Kenneth Moure "The Gold Standard Illusion"
The chapter is titled "The Worm in the Fruit, 1914–1920", pages 28-40 in the edition I have.
Thank you, although I was referring to the other book you cited.
My dear History Lerner, you have gone into great lengths to state that Britain would not be able to get oil. I respectfully disagree with your view.
So, in a senario that the US government lets JP Morgan along with dozens of banks and hundreds of other companies go bankrupt and stops every shipment to the battling Entente, do you honestly believe that the British wouldn't import oil owned by british firms in Mexico? I give up. It is not a contest here and I won't argue anymore.
Okay, first and foremost, your citation to this point has been about French Gold Reserves in 1916/1917; nothing within that addresses whether or not Britain would still be solvent after April of 1917. Now, with respect to the point at hand, I have by now repeatedly stated that loans up to that date had been backed with collateral, so that in the event of an Entente default such assets would prevent U.S. bankruptcies. No doubt there would be a recession due to the collapse in war time orders, but this too would certainly be less than what occurred IOTL 1919 and something the U.S. had clearly indicated it was willing to absorb.
Finally, as Mikestone8 has repeatedly pointed out, in late 1916 Congress passed legislation specifically giving the President the power to target British commerce and, further, in January of 1917 Wilson and the Federal Reserve were indicating they would not allow unsecured loans to take place. If that was not enough to trigger Britain,
what would?
Pearson was a cold bloodied capitalist and I consider him trying to be a war profiteer for trying to get the british government pay him millions for his wells. So he used the possibility of american dominance in mexican oil as a threat. In any case the company was sold only after the war to Shell.
Standard Oil of New Jersey was in the process of the transaction, so it wasn't an idle threat. I think this also explains why Britain acted the way they did towards the United States in late 1916/early 1917: they had no other choice. While Pearson may have had the largest oil concession in Mexico, the U.S. at large,
American firms were overall the largest investors/controllers of Mexican oil. Given Section 807 of the 1916 Revenue Act, London knew the United States could really hammer them if they tried to act untoward American interests within Mexico.

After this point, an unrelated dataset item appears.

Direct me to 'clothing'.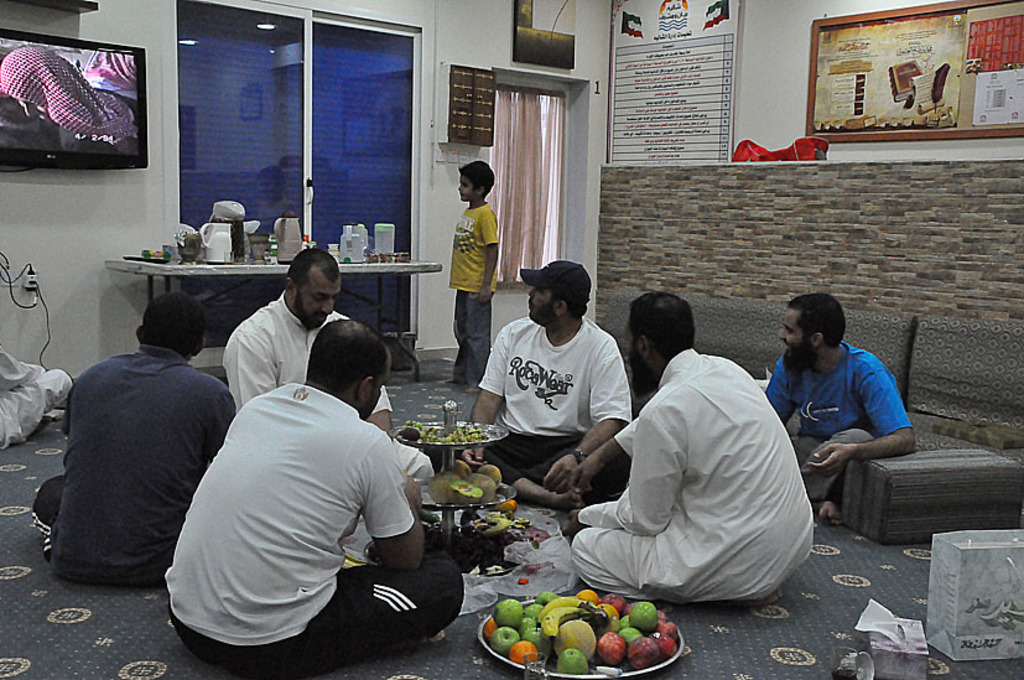
Direction: select_region(474, 311, 628, 502).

Finally, as already hinted at, even if they did import Mexican oil, it would not be enough; Anglo-French-Italian consumption for 1918 was over 9 million tons, almost equal to the entirety of Mexican production. Given the U.S. stake was majority there, it would've been impossible to import enough from Mexico for such to occur.
The political situation in Mexico made british investments in Mexico less appealing. So what? The british government had already imposed restrictions to Pearson so that he cannot sell the company. Nobody sane in the government would spend millions to buy out Pearson in Mexico, with or without instability.
Even if we assume an insolvent Britain could prevent such, and I doubt it given the U.S. could pressure Mexico into doing such to aid existing Entente collateral to cover their (British) imbalance, Pearson's share of Mexican output is insufficient to cover Entente needs and the Mexicans, nor the United States, have any reason to sell oil without payment from the UK.
As CalBear stated, by 1917 the States had chosen a side. And what literature tells us is that the Entente nations still had resources and assets.
I have provided literature on the topic. I am not going to further continue this debate just for the sake of it.
As has been pointed out by me and others, the notion the United States had chose a side is without merit; Section 807 and Wilson's/Federal Reserve's movement to cut off unsecured loans preemptively emphatically show such. Likewise, I've yet to see any evidence the Entente had any resources left. One can quibble with Devlin's assessments, but when the man is able to cite British Treasury reports from November of 1916 saying that they would be insolvent after April, it's pretty hard to find a retort of merit.
As for the specific case of France, as brought up you and
@NoMommsen, Devlin cites France was spending over £40,000,000 every six months as of November. In effect, if France exhausted every portion of her remaining gold holdings, from November of 1916 onwards, she would run out sometime in the first half of 1918 at the latest. The problem therein, however, is that this would've entailed the collapse in the faith of the Franc and the French economy as a whole, as runs on the banking system had been a very serious problem from 1914. To do this strategy would've entailed public panic and high inflation rates which, as we know from Nazi Germany in WWII, can doom a war economy.